I would certainly think that if liberal cheerleading is valuable they would at least refrain from using liberals as a doormat every time they want to appease some conservadem princeling. Depending on supporters’ masochism probably isn’t a great strategy.
Fight on principles, for main street not wall street, reverse the civil liberties violations that have only gotten worse, don’t appoint the former Well point CEO to run the debacle of a health insurance reform policy, ETC … And, we are with you. If not, don’t expect us to act like the blind Bush supporters. To me, that’s the hypocritical mindset of some here and with the democratic establishment. Amen
Krugman’s Friday column is out, and I am sure Boo is not going to be happy.:
http://www.nytimes.com/2010/07/30/opinion/30krugman.html
During the campaign, Obama ran a technically competent campaign … but he also inspired people with a vision for ‘hope and change’.

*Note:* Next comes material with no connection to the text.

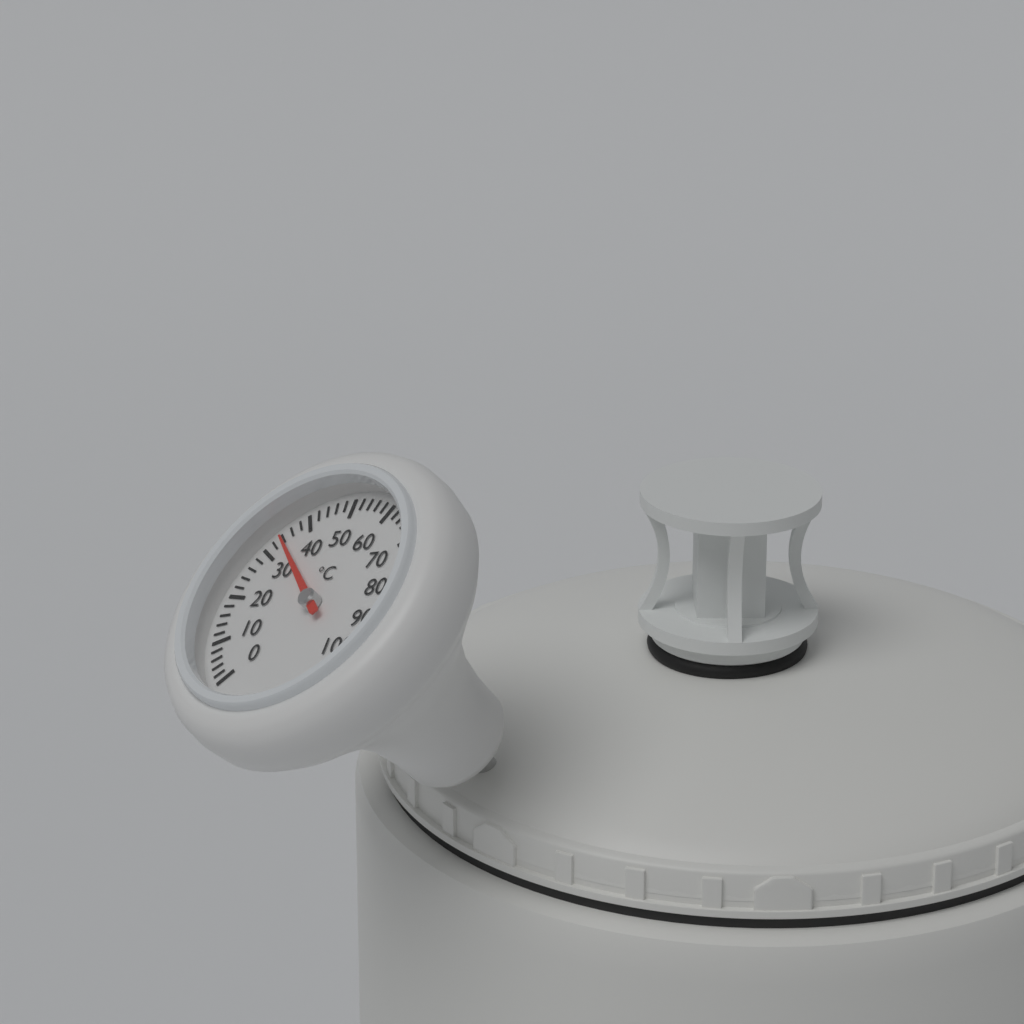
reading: 34 °C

As President, he’s running a technically competent administration … but he doesn’t seem to know how to promote these achievements in a manner that connects with his supporters.
Is a lot of this the corporate media’s fault? The right-wing going far, far to the right and unifying behind this nuttiness? A left-wing that complains about everything? Yes, yes and yes.
But I get the sense that they don’t really understand the severity of this disconnect, they’re a bit too sheltered inside the beltway bubble.
…far better than I.
Goldman Sachs and the Liberal Funk
And so I remain cold.
It’s been a learning experience for me, after decades of considering myself a “leftist” to learn during the primaries that Hillary Clinton was a left activist, and then to find out that Paul Volcker was a left economist, “market valuation” was a leftist fundamental principle, and that Keven Drum was a spokesman for the left. Who knew?
My number 1 goal before the financial collapse was a stop to Bush’s establishment of a permanent Republican fascist state. Check! Although the new kind of “leftists” seem anxious to reverse this.
Second level goals:
A. revive manufacturing/green energy. Drum and “real” leftists may not give a damn about unionized manufacturing, but I do – being a newly minted center-rightist or something. Plus DOE energy investments. Good start.
B. Justice Department to act against out of control racist cops. Great start.
C. Health care reform: Excellent start.
Things like big farm labor wins are great too.
I’m happy.
I’ve considered myself a “leftist” since I first registered to vote in the late ’80’s. I fought against Reagan, Gingrich, and then W. Hell, I almost voted for Nader in 2000! It sucks being a sellout corporate Republican lite lackey.